Oh, It's a mystery. Apparently.
The Lost Symbol.
Oh, it's a mystery all right!
Dan Brown is a spectacularly popular writer, though Lord knows why, because he is so spectacularly inept a writer at best. Or maybe he is a genius. It's a mystery all right.
His plots are tarted-up conspiracies with a wafer thin veneer of pseudo-intellectualism, in prose best suited to wax crayon. But maybe that's his genius; conspiracies are popular, we all like to think that we are smart despite most of us not being so; and very few of us can write for toffee. So Dan Brown has found an audience. Personally, I feel his prose is like reading a shopping list with many items ineptly described and then repeated ad nauseam.
And so to this latest adaptation of a Dan Brown literary classic, The Lost Symbol. How would one adapt Dan Brown in an appropriately representative way? The answer is to film it in exactly the same way as it was written. Which is to say:
Perfunctory.
This TV show is as Dan Brown novels are; devoid of any artistic creativity or art or originality except at a very superficial level. You simply cannot afford to scratch the surface of any Dan Brown product because what is underneath is deeply unsatisfying and unable to withstand any scrutiny.
The mystery is how a pig's ear can make a silk purse. The simple answer is that it cannot, but then I've also heard said that you cannot educate pork.
All of which is to say that the TV show The Lost Symbol is as good as the Dan Brown novel The Lost Symbol. Hurrah! Well done you, people.
But if your taste is for the perfunctory, and in particularly Dan Brown's take on perfunctory, good for you. Enjoy it.
As for my review, I won't waste words unnecessarily, unlike Mr Brown. My review is one simple word and I have used it too many times already; perfunctory.
Oh, it's a mystery all right!
Dan Brown is a spectacularly popular writer, though Lord knows why, because he is so spectacularly inept a writer at best. Or maybe he is a genius. It's a mystery all right.
His plots are tarted-up conspiracies with a wafer thin veneer of pseudo-intellectualism, in prose best suited to wax crayon. But maybe that's his genius; conspiracies are popular, we all like to think that we are smart despite most of us not being so; and very few of us can write for toffee. So Dan Brown has found an audience. Personally, I feel his prose is like reading a shopping list with many items ineptly described and then repeated ad nauseam.
And so to this latest adaptation of a Dan Brown literary classic, The Lost Symbol. How would one adapt Dan Brown in an appropriately representative way? The answer is to film it in exactly the same way as it was written. Which is to say:
Perfunctory.
This TV show is as Dan Brown novels are; devoid of any artistic creativity or art or originality except at a very superficial level. You simply cannot afford to scratch the surface of any Dan Brown product because what is underneath is deeply unsatisfying and unable to withstand any scrutiny.
The mystery is how a pig's ear can make a silk purse. The simple answer is that it cannot, but then I've also heard said that you cannot educate pork.
All of which is to say that the TV show The Lost Symbol is as good as the Dan Brown novel The Lost Symbol. Hurrah! Well done you, people.
But if your taste is for the perfunctory, and in particularly Dan Brown's take on perfunctory, good for you. Enjoy it.
As for my review, I won't waste words unnecessarily, unlike Mr Brown. My review is one simple word and I have used it too many times already; perfunctory.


* What you need to do *
Below are the records; retype them exactly and omit each picture.

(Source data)
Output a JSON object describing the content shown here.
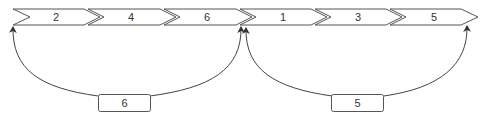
{
  "diagram": {
    "chevrons": [
      {
        "label": "2"
      },
      {
        "label": "4"
      },
      {
        "label": "6"
      },
      {
        "label": "1"
      },
      {
        "label": "3"
      },
      {
        "label": "5"
      }
    ],
    "jumps": [
      {
        "label": "6",
        "from": "chevron-6",
        "to": "chevron-2"
      },
      {
        "label": "5",
        "from": "chevron-1",
        "to": "chevron-5"
      }
    ]
  },
  "colors": {
    "stroke": "#555555",
    "fill": "#ffffff",
    "text": "#333333"
  }
}
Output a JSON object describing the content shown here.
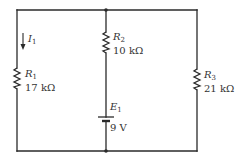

* Result *
Output a JSON object describing the content shown here.
{
  "diagram": {
    "chevrons": [
      {
        "label": "2"
      },
      {
        "label": "4"
      },
      {
        "label": "6"
      },
      {
        "label": "1"
      },
      {
        "label": "3"
      },
      {
        "label": "5"
      }
    ],
    "jumps": [
      {
        "label": "6",
        "from": "chevron-6",
        "to": "chevron-2"
      },
      {
        "label": "5",
        "from": "chevron-1",
        "to": "chevron-5"
      }
    ]
  },
  "colors": {
    "stroke": "#555555",
    "fill": "#ffffff",
    "text": "#333333"
  }
}
Output a JSON object describing the content shown here.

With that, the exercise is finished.